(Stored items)
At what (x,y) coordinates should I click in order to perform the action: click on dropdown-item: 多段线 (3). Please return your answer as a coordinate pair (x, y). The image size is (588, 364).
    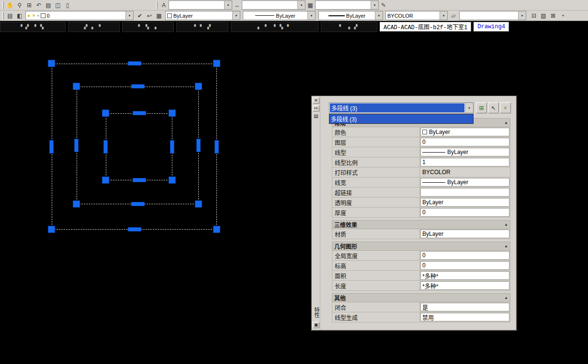
    Looking at the image, I should click on (401, 119).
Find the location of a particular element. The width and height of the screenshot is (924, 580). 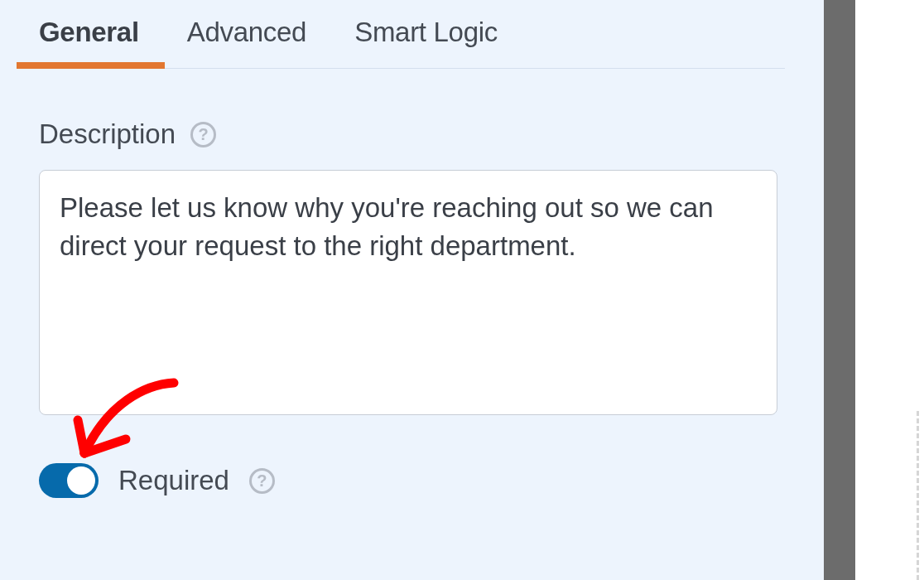

tab-general: General is located at coordinates (89, 42).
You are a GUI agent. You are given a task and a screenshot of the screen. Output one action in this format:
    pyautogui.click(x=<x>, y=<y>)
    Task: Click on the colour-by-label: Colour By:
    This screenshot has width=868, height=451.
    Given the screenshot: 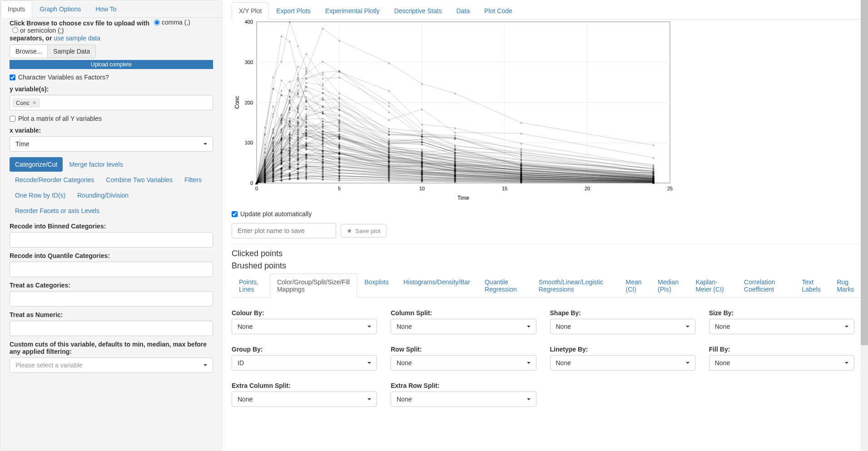 What is the action you would take?
    pyautogui.click(x=304, y=313)
    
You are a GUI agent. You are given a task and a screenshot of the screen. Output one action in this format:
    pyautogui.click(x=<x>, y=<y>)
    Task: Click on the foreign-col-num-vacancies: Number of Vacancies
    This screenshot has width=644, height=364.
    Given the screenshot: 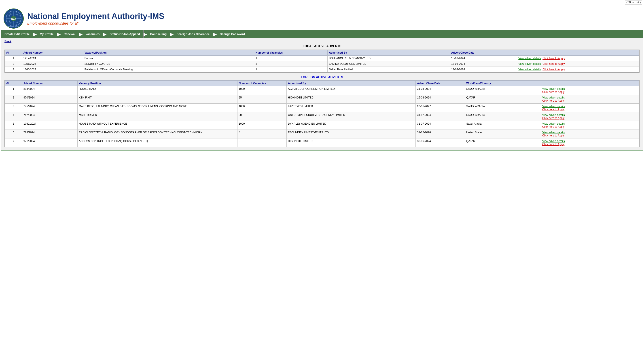 What is the action you would take?
    pyautogui.click(x=262, y=84)
    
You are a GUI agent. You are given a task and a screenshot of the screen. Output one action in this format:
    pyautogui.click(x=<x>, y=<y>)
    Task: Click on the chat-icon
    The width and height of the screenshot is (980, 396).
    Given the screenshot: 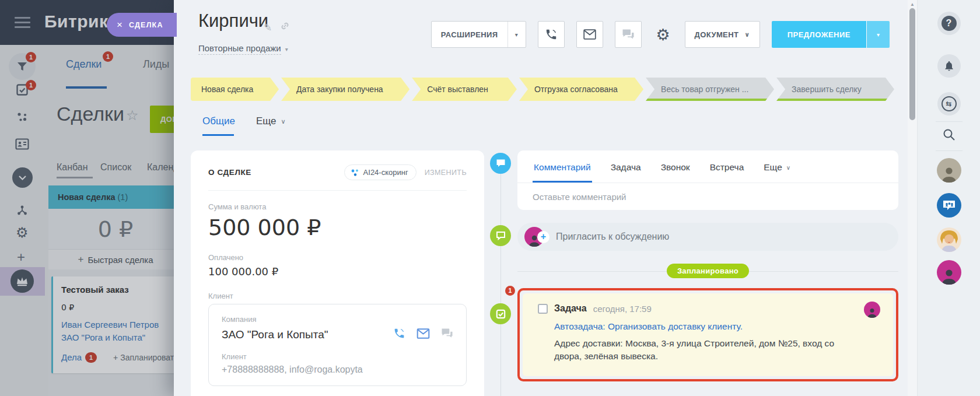 What is the action you would take?
    pyautogui.click(x=447, y=335)
    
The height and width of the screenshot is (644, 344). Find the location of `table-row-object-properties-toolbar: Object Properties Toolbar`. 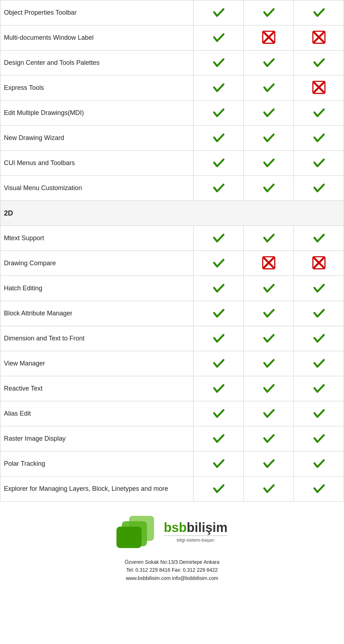

table-row-object-properties-toolbar: Object Properties Toolbar is located at coordinates (172, 13).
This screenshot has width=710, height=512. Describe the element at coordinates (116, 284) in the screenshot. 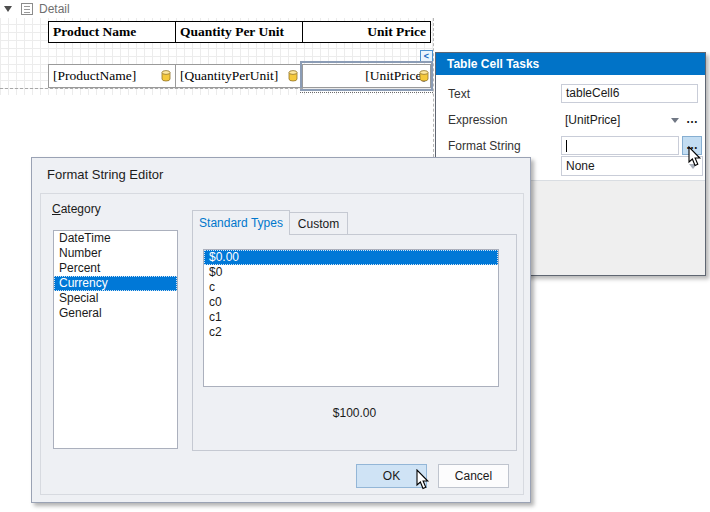

I see `category-list-item: Currency` at that location.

Exercise prompt = Above are some records. Output exactly the lines from the one that contains "Find the location of a" to the one that contains "This screenshot has width=868, height=451.", keeping both, and omit the pictures.

Result for this task =
Find the location of a particular element. The width and height of the screenshot is (924, 580). 

tab-general: General is located at coordinates (89, 42).
You are a GUI agent. You are given a task and a screenshot of the screen. Output one action in this format:
    pyautogui.click(x=<x>, y=<y>)
    Task: Click on the colour-by-label: Colour By:
    This screenshot has width=868, height=451.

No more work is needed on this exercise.